India must be one of the few countries that can feed and clothe itself, in fact the only thing it needs to import is fuel. Everything from bricks to mustard, pineapples to rubber, cotton to coal, and many of the most skilled textile, stone carving, jewelry making, food industry products in the world are grown, made and exported from India. Yoga and natural ayurvedic medicine originated here and India is still the source for physical and spiritual practice and healing. The rising middle class - and it is rising quickly - means more cars and motorbikes on the road, and more trucks transporting goods, which means India's overall air quality is poor.
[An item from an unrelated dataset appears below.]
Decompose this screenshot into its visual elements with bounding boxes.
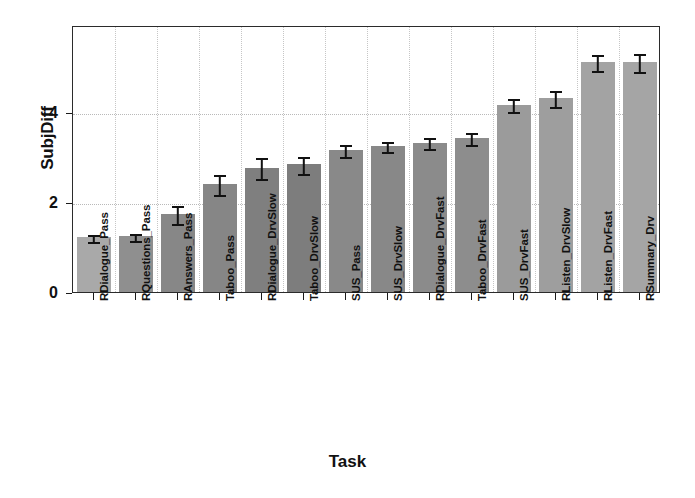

Delhi has the worst air pollution of any city in the world.

The current Prime Minister, Nahendra Modi, has pledged to invest in infrastructure and cut down on the rampant corruption of previous building projects. We saw masses of new roads being built, all over Rajasthan particularly. Many are paid for with tolls, and those that are completed were very good roads indeed. India's corruption is notorious, and it's hard to imagine how it can be removed from certain groups - the police for example.

The government has also installed rubbish bins in cities, and regular garbage pick up. It's hard to imagine for those of us who grew up in cities with public litter bins and garbage trucks that this has only been in operation here for a few years, but people readily making use of this innovation, and hopefully the littering will slow and stop in future. There is also a big campaign to remove plastic, and the entire state of Kerala, for example, has issued a ban on single use plastics. Goods are wrapped in cloth or paper. some of the hotels we stayed at had large glass bottles of water for us to use - unfortunately we still had to decant this into our plastic water bottles to use outside, but it's a start.

In fact, India is incredibly optimistic and forward-thinking, and most of the population adores their elected leader so much he was brought in for the second term easily. There is one big elephant in the room, though, that people do not want to really acknowledge, or who don't understand why it is a concern to the rest of the world. Here's the gist of it.

India's constitution was written at the time of independence and adopted in 1950. I have read this constitution and know of no other constitution I admire more. It is awesome.  It is also long - the longest constitution in the world. In it, India is defined as a sovereign, secular, socialist, democratic republic. The Indian population is very proud of its constitution and celebrates it every Republic Day (January 26).

Less than 3 months ago, in December 2019, Modi enacted the Citizen Amendment Act. This provides a path for citizenship to all illegal migrants and refugees, and it is being billed as the right thing to do for human rights. By self-registering, all minorities regardless of race or religion are able to attain full citizenship.........except Muslims.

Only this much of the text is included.